Brokers...am I right??????

Hey friends,

I am wondering if any of you amazing people have built a dashboard (or custom report) that can find accounts that a total ticket count for a show that is higher (or equal to) your published ticket limits. We are trying to find an easy way to find accounts who have either: A) purchased to the ticket limit (or over somehow) on web orders and/or B) accounts that have placed multiple orders that bring them to a total ticket amount that is equal to or more than your ticket limit.

We have been getting slammed by chargebacks and we need to find every way possible to find these accounts as soon as possible to return those tickets before a chargeback would happen.

Any and all advice is appreciated.

Chris

Parents
  • Hi Chris - I haven't fully cracked this myself, but here are some musings in case anything here is worth acting upon. I've approached this problem by trying to create a custom SQL query within List Manager, just to keep it agile and easy to edit over time. Ideally this list query is finely targeted to pull in suspect accounts whenever it's refreshed (with a minimum of false positives), so you could run it against something like Single Sale Order Listing to flag the specific bad orders that need to be addressed.

    If you can get a solid list built to reliably flag a likely reseller, you could make it dynamic and combine it with a report schedule to deliver on a regular basis to try to catch these with a shorter turnaround time. That could be a ton of report server email traffic, though - one idea we've had is to try to set up an Analytics pulse where notifications are sent whenever this reseller list has more than 0 constituents in it, but skip any notifications if it's empty. The downside there is that it would only ping on a 24 hour cycle based on the Analytics load.

    Right now I'm not fully satisfied with my 'suspected reseller' list, but here are the segments it's looking for. Rather than look for accounts that are passing a ticket threshold by performance, it just looks at all orders from the past 24 hours - that may be less helpful, but a bit easier to code for. These are the three queries joined together in our list right now, let me know if getting the actual SQL would be helpful for you:

    1) someone booked 7+ tickets and resides outside of our main geographic area in the PNW, or

    2) has 3 or more orders created all coming from the same IP address (right now this pulls in some false positives from our employees reserving their staff comps on our office network, so I need to figure out how to exclude our onsite IP address), or,

    3) has booked 11+ tickets across any number of orders.

    There are probably other segments still to be brainstormed, and these could still use some more work - but hope this might help toward finding a good solution!

Reply
  • Hi Chris - I haven't fully cracked this myself, but here are some musings in case anything here is worth acting upon. I've approached this problem by trying to create a custom SQL query within List Manager, just to keep it agile and easy to edit over time. Ideally this list query is finely targeted to pull in suspect accounts whenever it's refreshed (with a minimum of false positives), so you could run it against something like Single Sale Order Listing to flag the specific bad orders that need to be addressed.

    If you can get a solid list built to reliably flag a likely reseller, you could make it dynamic and combine it with a report schedule to deliver on a regular basis to try to catch these with a shorter turnaround time. That could be a ton of report server email traffic, though - one idea we've had is to try to set up an Analytics pulse where notifications are sent whenever this reseller list has more than 0 constituents in it, but skip any notifications if it's empty. The downside there is that it would only ping on a 24 hour cycle based on the Analytics load.

    Right now I'm not fully satisfied with my 'suspected reseller' list, but here are the segments it's looking for. Rather than look for accounts that are passing a ticket threshold by performance, it just looks at all orders from the past 24 hours - that may be less helpful, but a bit easier to code for. These are the three queries joined together in our list right now, let me know if getting the actual SQL would be helpful for you:

    1) someone booked 7+ tickets and resides outside of our main geographic area in the PNW, or

    2) has 3 or more orders created all coming from the same IP address (right now this pulls in some false positives from our employees reserving their staff comps on our office network, so I need to figure out how to exclude our onsite IP address), or,

    3) has booked 11+ tickets across any number of orders.

    There are probably other segments still to be brainstormed, and these could still use some more work - but hope this might help toward finding a good solution!

Children
  • I have noticed a lot of the same indicators with broker accounts. in addition to all that you wrote, I've noticed a lot of broker emails end in "@manboto.com", so orders with that email are always red flags. 

    May I offer a suggestion for your #2...Place all of your staff into a "Staff" constituency, and then just exclude the constituency from your report.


■ YOUR ASSIGNMENT
Return every entry below exactly as written, minus the pictures.
Start of MATERIAL SHOWN
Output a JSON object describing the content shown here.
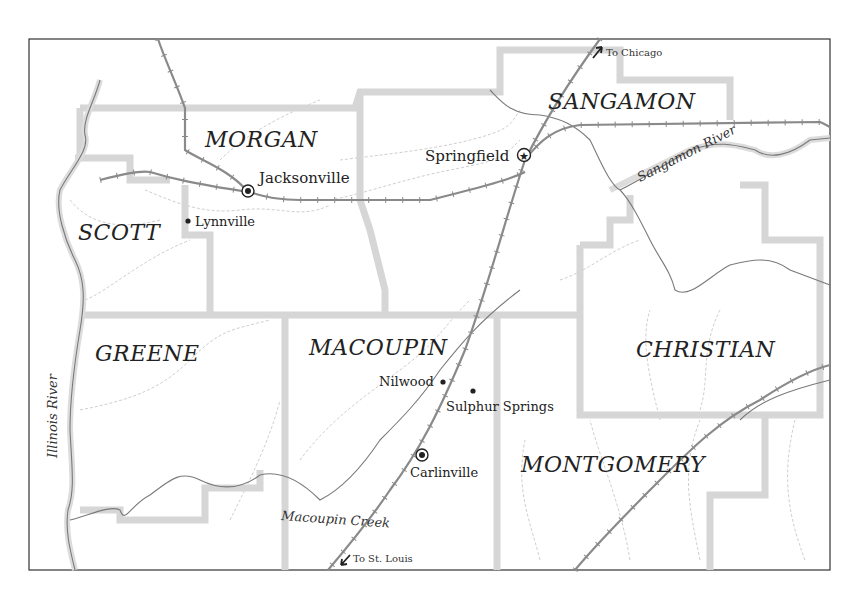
{
  "map": {
    "title": "",
    "counties": [
      {
        "id": "morgan",
        "name": "MORGAN"
      },
      {
        "id": "sangamon",
        "name": "SANGAMON"
      },
      {
        "id": "scott",
        "name": "SCOTT"
      },
      {
        "id": "greene",
        "name": "GREENE"
      },
      {
        "id": "macoupin",
        "name": "MACOUPIN"
      },
      {
        "id": "christian",
        "name": "CHRISTIAN"
      },
      {
        "id": "montgomery",
        "name": "MONTGOMERY"
      }
    ],
    "towns": [
      {
        "id": "jacksonville",
        "name": "Jacksonville",
        "symbol": "county-seat-circle"
      },
      {
        "id": "springfield",
        "name": "Springfield",
        "symbol": "capital-star"
      },
      {
        "id": "lynnville",
        "name": "Lynnville",
        "symbol": "dot"
      },
      {
        "id": "nilwood",
        "name": "Nilwood",
        "symbol": "dot"
      },
      {
        "id": "sulphur_springs",
        "name": "Sulphur Springs",
        "symbol": "dot"
      },
      {
        "id": "carlinville",
        "name": "Carlinville",
        "symbol": "county-seat-circle"
      }
    ],
    "waterways": [
      {
        "id": "illinois_river",
        "name": "Illinois River"
      },
      {
        "id": "sangamon_river",
        "name": "Sangamon River"
      },
      {
        "id": "macoupin_creek",
        "name": "Macoupin Creek"
      }
    ],
    "directions": [
      {
        "id": "to_chicago",
        "label": "To Chicago",
        "arrow": "arrow-northeast"
      },
      {
        "id": "to_st_louis",
        "label": "To St. Louis",
        "arrow": "arrow-southwest"
      }
    ],
    "colors": {
      "frame": "#333333",
      "county_border": "#d6d6d6",
      "railroad": "#8a8a8a",
      "river": "#7a7a7a",
      "text": "#222222"
    }
  }
}
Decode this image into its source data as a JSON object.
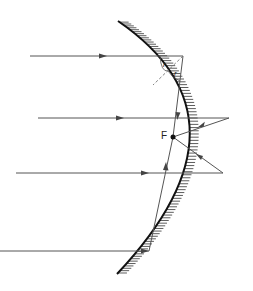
{
  "diagram": {
    "type": "concave-parabolic-mirror-ray-diagram",
    "colors": {
      "ray": "#555555",
      "mirror": "#111111",
      "hatch": "#333333",
      "normal": "#777777",
      "focus": "#111111",
      "background": "#ffffff"
    },
    "labels": {
      "focus": "F",
      "incidence_angle": "i",
      "reflection_angle": "r"
    },
    "focus_point": {
      "x": 173,
      "y": 137
    },
    "incident_rays": [
      {
        "y": 56,
        "x_start": 30,
        "x_end": 183,
        "arrow_x": 103
      },
      {
        "y": 118,
        "x_start": 38,
        "x_end": 229,
        "arrow_x": 120
      },
      {
        "y": 173,
        "x_start": 16,
        "x_end": 223,
        "arrow_x": 145
      },
      {
        "y": 251,
        "x_start": 0,
        "x_end": 149,
        "arrow_x": 145
      }
    ],
    "reflected_rays": [
      {
        "from": [
          183,
          56
        ],
        "to": [
          173,
          137
        ]
      },
      {
        "from": [
          229,
          118
        ],
        "to": [
          173,
          137
        ]
      },
      {
        "from": [
          223,
          173
        ],
        "to": [
          173,
          137
        ]
      },
      {
        "from": [
          149,
          251
        ],
        "to": [
          173,
          137
        ]
      }
    ]
  }
}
End of MATERIAL SHOWN
■ WRITTEN REPLY
Output a JSON object describing the content shown here.
{
  "map": {
    "title": "",
    "counties": [
      {
        "id": "morgan",
        "name": "MORGAN"
      },
      {
        "id": "sangamon",
        "name": "SANGAMON"
      },
      {
        "id": "scott",
        "name": "SCOTT"
      },
      {
        "id": "greene",
        "name": "GREENE"
      },
      {
        "id": "macoupin",
        "name": "MACOUPIN"
      },
      {
        "id": "christian",
        "name": "CHRISTIAN"
      },
      {
        "id": "montgomery",
        "name": "MONTGOMERY"
      }
    ],
    "towns": [
      {
        "id": "jacksonville",
        "name": "Jacksonville",
        "symbol": "county-seat-circle"
      },
      {
        "id": "springfield",
        "name": "Springfield",
        "symbol": "capital-star"
      },
      {
        "id": "lynnville",
        "name": "Lynnville",
        "symbol": "dot"
      },
      {
        "id": "nilwood",
        "name": "Nilwood",
        "symbol": "dot"
      },
      {
        "id": "sulphur_springs",
        "name": "Sulphur Springs",
        "symbol": "dot"
      },
      {
        "id": "carlinville",
        "name": "Carlinville",
        "symbol": "county-seat-circle"
      }
    ],
    "waterways": [
      {
        "id": "illinois_river",
        "name": "Illinois River"
      },
      {
        "id": "sangamon_river",
        "name": "Sangamon River"
      },
      {
        "id": "macoupin_creek",
        "name": "Macoupin Creek"
      }
    ],
    "directions": [
      {
        "id": "to_chicago",
        "label": "To Chicago",
        "arrow": "arrow-northeast"
      },
      {
        "id": "to_st_louis",
        "label": "To St. Louis",
        "arrow": "arrow-southwest"
      }
    ],
    "colors": {
      "frame": "#333333",
      "county_border": "#d6d6d6",
      "railroad": "#8a8a8a",
      "river": "#7a7a7a",
      "text": "#222222"
    }
  }
}
Decode this image into its source data as a JSON object.
{
  "diagram": {
    "type": "concave-parabolic-mirror-ray-diagram",
    "colors": {
      "ray": "#555555",
      "mirror": "#111111",
      "hatch": "#333333",
      "normal": "#777777",
      "focus": "#111111",
      "background": "#ffffff"
    },
    "labels": {
      "focus": "F",
      "incidence_angle": "i",
      "reflection_angle": "r"
    },
    "focus_point": {
      "x": 173,
      "y": 137
    },
    "incident_rays": [
      {
        "y": 56,
        "x_start": 30,
        "x_end": 183,
        "arrow_x": 103
      },
      {
        "y": 118,
        "x_start": 38,
        "x_end": 229,
        "arrow_x": 120
      },
      {
        "y": 173,
        "x_start": 16,
        "x_end": 223,
        "arrow_x": 145
      },
      {
        "y": 251,
        "x_start": 0,
        "x_end": 149,
        "arrow_x": 145
      }
    ],
    "reflected_rays": [
      {
        "from": [
          183,
          56
        ],
        "to": [
          173,
          137
        ]
      },
      {
        "from": [
          229,
          118
        ],
        "to": [
          173,
          137
        ]
      },
      {
        "from": [
          223,
          173
        ],
        "to": [
          173,
          137
        ]
      },
      {
        "from": [
          149,
          251
        ],
        "to": [
          173,
          137
        ]
      }
    ]
  }
}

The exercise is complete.